Canada is getting six of the older CH-47Ds before the end of the year. This is actually a lease/purchase that will cost about $50 million per helicopter. In support of this, since last March, over a hundred Canadian pilots and maintainers have been training in the United States. Canada has also got on the waiting list for sixteen new CH-47Fs, which they should receive in about five years.

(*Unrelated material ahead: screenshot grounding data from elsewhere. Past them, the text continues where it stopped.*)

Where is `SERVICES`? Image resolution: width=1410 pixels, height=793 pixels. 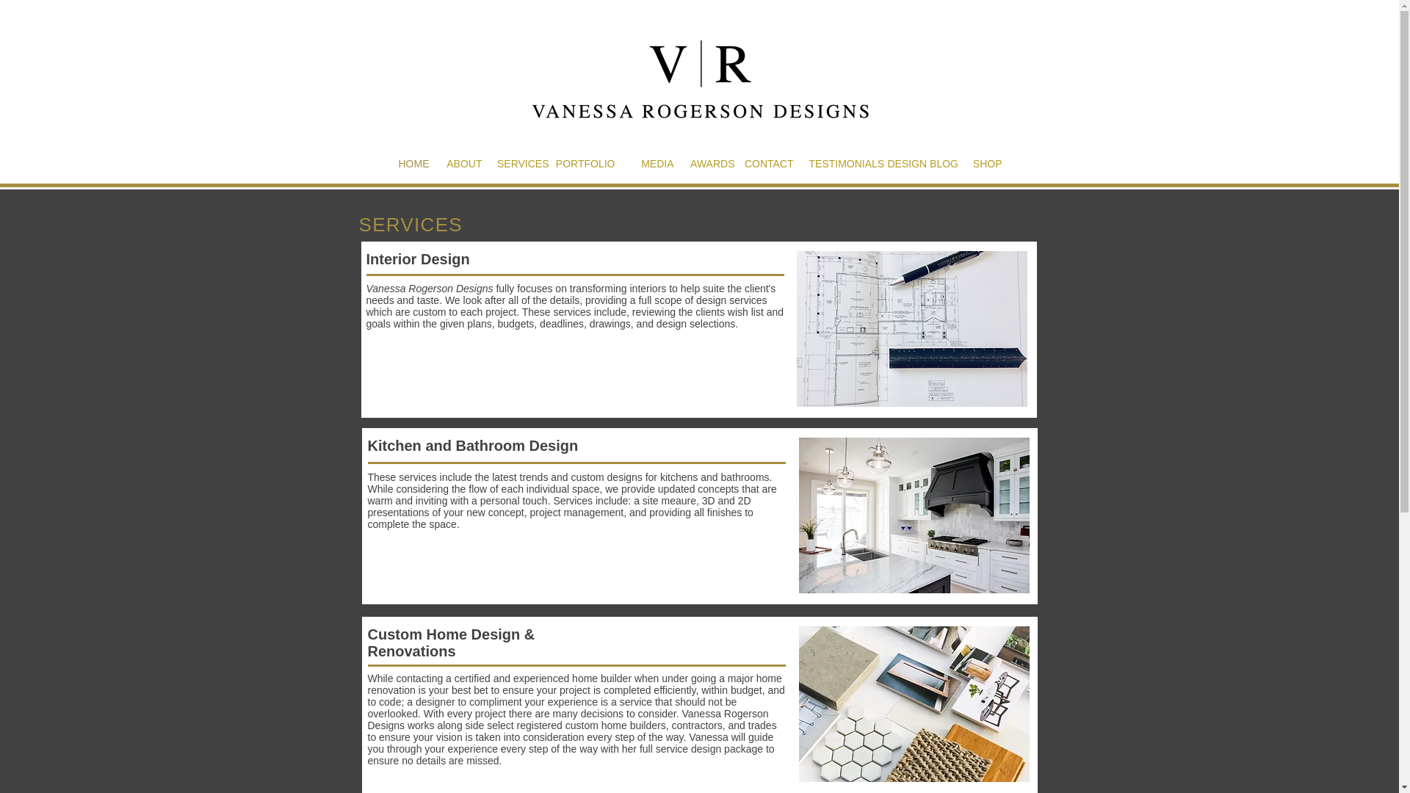
SERVICES is located at coordinates (520, 165).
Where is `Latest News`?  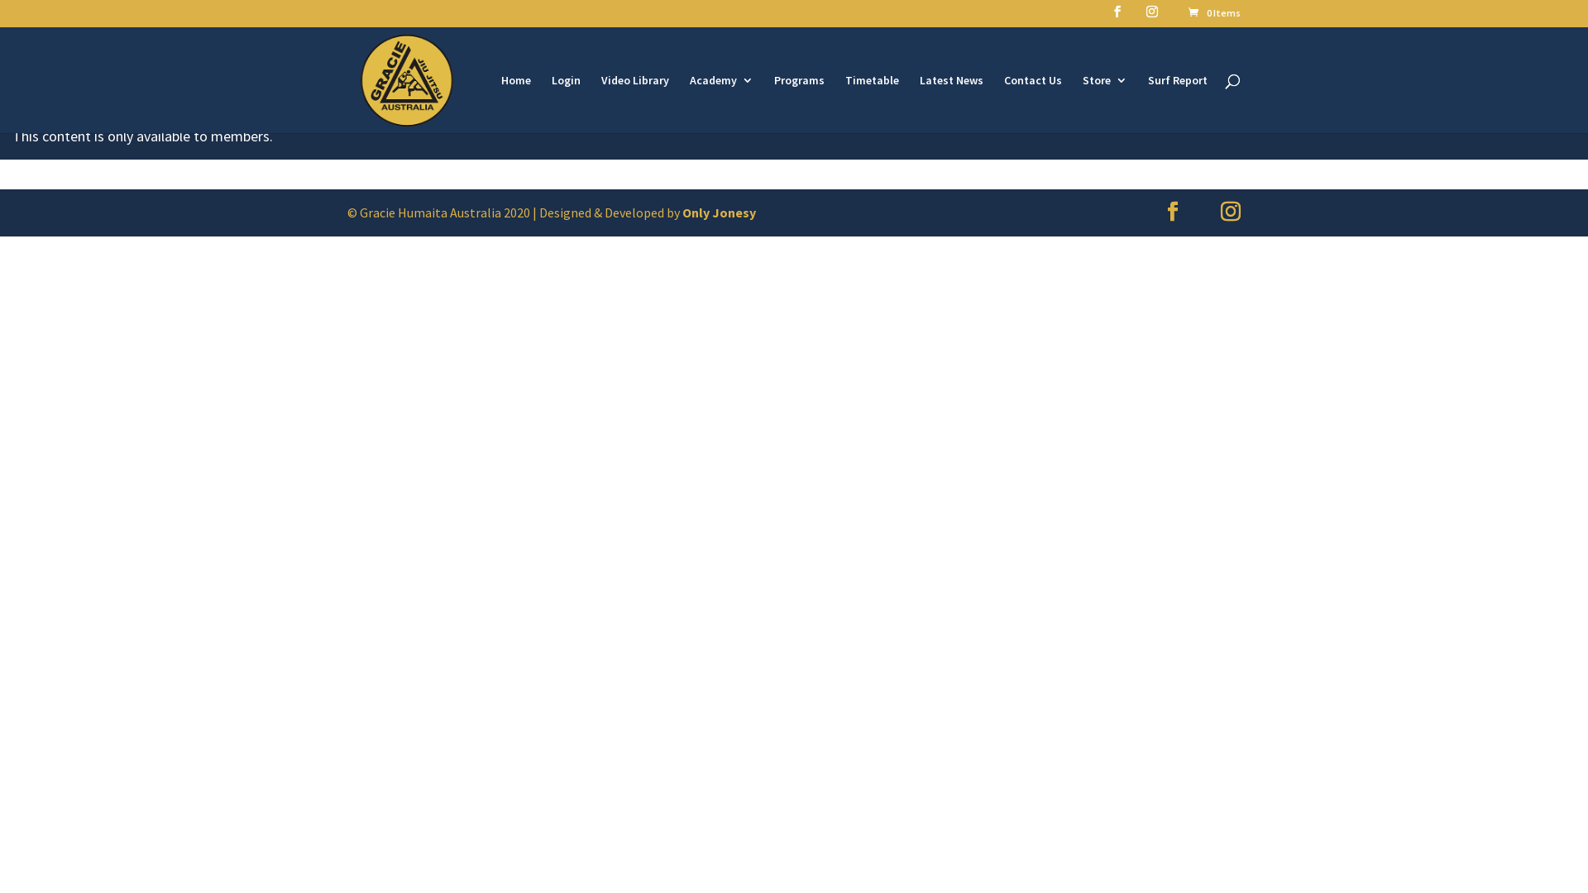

The first CH-47s entered service in 1962, able to carry only five tons. Some 750 saw service in Vietnam, and 200 were lost in action. Between 1982-94, 500 CH-47s were rebuilt to the CH-47D standard. SOCOM operates 31 MH-47Ds and Es, which have additional navigation gear. These are being upgraded to MH-47F standards, and the fleet expanded to 61 helicopters. As a result of all this, the CH-47 will end up serving at least 75 years. The CH-47F upgrades and new builds will not be completed until 2018. That means a lot of these helicopters are tied up being rebuilt, while the others are working hard to support troops in Iraq and Afghanistan. Many of these helicopters are then sidelined for extensive maintenance, in order to keep them operational until they can get the CH-47F upgrades done. The Canadian military has , for years,  tried to buy these helicopters, but new CH-47F's cost about $35 million each, and Canadian legislators didn't want to spend a lot of money on new military helicopters, at least not in peacetime. But with 4,000 Canadian troops in Afghanistan (by the end of the year), a new sense of urgency developed.

So in the meantime, Canada has leased eight slightly smaller Mi-8 helicopters from an East European firm arriving in a few months, for one year of service. The leased choppers can only carry freight, except in emergencies, when they can also carry Canadian troops. Britain is under tremendous political and media pressure to do the same.